Impatient to assume the world.

 

I am moved by fancies that are curled

Around these images, and cling:

The notion of some infinitely gentle

Infinitely suffering thing.

 

Wipe your hand across your mouth, and laugh;

The worlds revolve like ancient women

Gathering fuel in vacant lots.

 

 

Gus: The Theatre Cat 

 

 

Gus is the Cat at the Theatre Door.

His name, as I ought to have told you before,

Is really Asparagus. That's such a fuss

To pronounce, that we usually call him just Gus.

His coat's very shabby, he's thin as a rake,

And he suffers from palsy that makes his paw shake.

Yet he was, in his youth, quite the smartest of Cats--

But no longer a terror to mice and to rats.

For he isn't the Cat that he was in his prime;

Though his name was quite famous, he says, in its time.

And whenever he joins his friends at their club

(Which takes place at the back of the neighbouring pub)

He loves to regale them, if someone else pays,

With anecdotes drawn from his palmiest days.

For he once was a Star of the highest degree--

He has acted with Irving, he's acted with Tree.
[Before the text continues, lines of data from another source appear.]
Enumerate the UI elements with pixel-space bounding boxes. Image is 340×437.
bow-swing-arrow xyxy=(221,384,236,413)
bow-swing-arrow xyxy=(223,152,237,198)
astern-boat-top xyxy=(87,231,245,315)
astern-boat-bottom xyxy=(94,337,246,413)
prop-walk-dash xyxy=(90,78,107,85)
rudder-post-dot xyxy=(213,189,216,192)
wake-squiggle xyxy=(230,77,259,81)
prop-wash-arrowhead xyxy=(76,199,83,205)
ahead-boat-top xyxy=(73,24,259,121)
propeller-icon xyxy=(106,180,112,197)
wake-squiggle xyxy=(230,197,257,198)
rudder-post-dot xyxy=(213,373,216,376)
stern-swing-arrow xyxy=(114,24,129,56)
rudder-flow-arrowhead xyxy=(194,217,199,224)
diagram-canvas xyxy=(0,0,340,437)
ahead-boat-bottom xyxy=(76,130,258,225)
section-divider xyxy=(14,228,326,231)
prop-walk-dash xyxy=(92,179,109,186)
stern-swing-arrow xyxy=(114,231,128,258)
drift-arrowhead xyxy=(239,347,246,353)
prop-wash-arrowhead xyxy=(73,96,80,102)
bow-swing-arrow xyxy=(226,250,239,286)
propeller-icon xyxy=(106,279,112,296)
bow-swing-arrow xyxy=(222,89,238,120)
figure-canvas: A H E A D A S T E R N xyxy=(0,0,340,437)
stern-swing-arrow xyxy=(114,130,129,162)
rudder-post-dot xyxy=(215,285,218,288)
And he likes to relate his success on the Halls,

Where the Gallery once gave him seven cat-calls.

But his grandest creation, as he loves to tell,

Was Firefrorefiddle, the Fiend of the Fell.

 

"I have played," so he says, "every possible part,

And I used to know seventy speeches by heart.

I'd extemporize back-chat, I knew how to gag,

And I knew how to let the cat out of the bag.
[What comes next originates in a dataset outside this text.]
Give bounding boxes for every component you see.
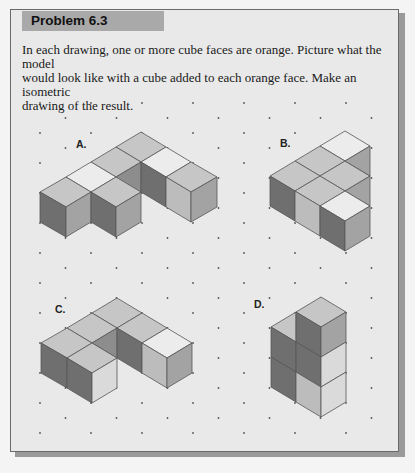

I knew how to act with my back and my tail;

With an hour of rehearsal, I never could fail.

I'd a voice that would soften the hardest of hearts,

Whether I took the lead, or in character parts.
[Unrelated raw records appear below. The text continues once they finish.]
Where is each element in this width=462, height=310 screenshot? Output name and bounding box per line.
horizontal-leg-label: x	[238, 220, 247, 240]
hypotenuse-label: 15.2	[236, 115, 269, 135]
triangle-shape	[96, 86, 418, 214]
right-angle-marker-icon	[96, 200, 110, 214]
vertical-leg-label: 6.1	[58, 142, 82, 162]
I have sat by the bedside of poor Little Nell;

When the Curfew was rung, then I swung on the bell.

In the Pantomime season I never fell flat,

And I once understudied Dick Whittington's Cat.

But my grandest creation, as history will tell,

Was Firefrorefiddle, the Fiend of the Fell."

 

Then, if someone will give him a toothful of gin,

He will tell how he once played a part in East Lynne.

At a Shakespeare performance he once walked on pat,

When some actor suggested the need for a cat.

He once played a Tiger--could do it again--

Which an Indian Colonel purused down a drain.

And he thinks that he still can, much better than most,

Produce blood-curdling noises to bring on the Ghost.

And he once crossed the stage on a telegraph wire,

To rescue a child when a house was on fire.

And he says: "Now then kittens, they do not get trained

As we did in the days when Victoria reigned.

They never get drilled in a regular troupe,

And they think they are smart, just to jump through a hoop."

And he'll say, as he scratches himself with his claws,

"Well, the Theatre's certainly not what it was.

These modern productions are all very well,

But there's nothing to equal, from what I hear tell,

That moment of mystery

When I made history

As Firefrorefiddle, the Fiend of the Fell."